Introducing their work, Bay and Palumbi (2015) write that "whether [coral] populations persist during anthropogenic climate change will depend partly on the relative rates of increase of thermal tolerance and of environmental temperatures." The degree of thermal tolerance depends, in large measure, on an organism's ability to adapt (evolutionary change) and/or acclimate (physiological change) to temperature stress. In long-lived organisms, acclimation generally produces the more rapid response, and therefore "understanding the rate of acclimation relative to the rate of environmental change," according to Bay and Palumbi, is "crucial." However, the two scientists are quick to note that "fine-scale studies of the acclimation process over short periods of time remain rare."

In an effort to remedy this dearth of information, the pair of Stanford University researchers set out to conduct a laboratory-based experiment to investigate the temperature acclimation of a reef-building coral, Acropora nana. More specifically, colonies of A. nana were subjected to three baseline temperature regimes, ambient (29°C), elevated (31°C) and variable (29-33°C, mimicking the diel tidal fluctuation range), where after 0, 2, 7, and 11 days of treatment, samples were taken and evaluated for their response to acute temperature stress (5 hours of 34°C temperature).

Results indicated that after a mere seven days of exposure to each coral colony's respective baseline temperature regime, A nana specimens subjected to acute temperature stress displayed a "striking increase in heat tolerance," which tolerance was higher in corals acclimated to elevated and variable temperature regimes as opposed to the ambient treatment.

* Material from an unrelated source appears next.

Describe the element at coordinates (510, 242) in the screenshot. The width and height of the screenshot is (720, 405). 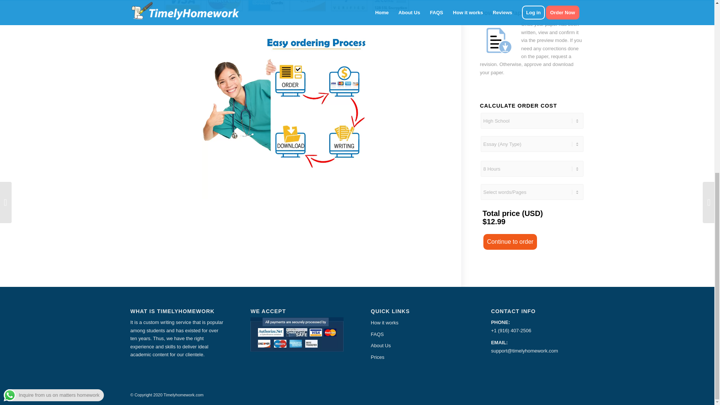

As for the significance of these findings, Bay and Palumbi say they suggest that corals "can track environmental temperatures better than previously believed," and that the observed temperature acclimation may well provide "some protection for this species of coral against slow onset of warming ocean temperatures." They also note that "such rapid change in heat sensitivity runs contrary to coral bleaching models based on fixed thermal tolerance that are currently used to predict coral bleaching and climate change response," citing the works of Liu et al. (2013) and Logan et al. (2013), which suggest predictions of future coral reef demise due to rising ocean temperatures are overstated.

References
Liu, G., et al. 2013. Coral reef watch 50 km satellite sea surface temperature-based decision support system for coral bleaching management. Silver Spring (MD): NOAA/NESDIS.

Logan, C.A., Dunne, J.P., Eakin, C.M. and Donner, S.D. 2013. Incorporating adaptive responses into future projections of coral bleaching. Glob Change Biology 20: 125-139.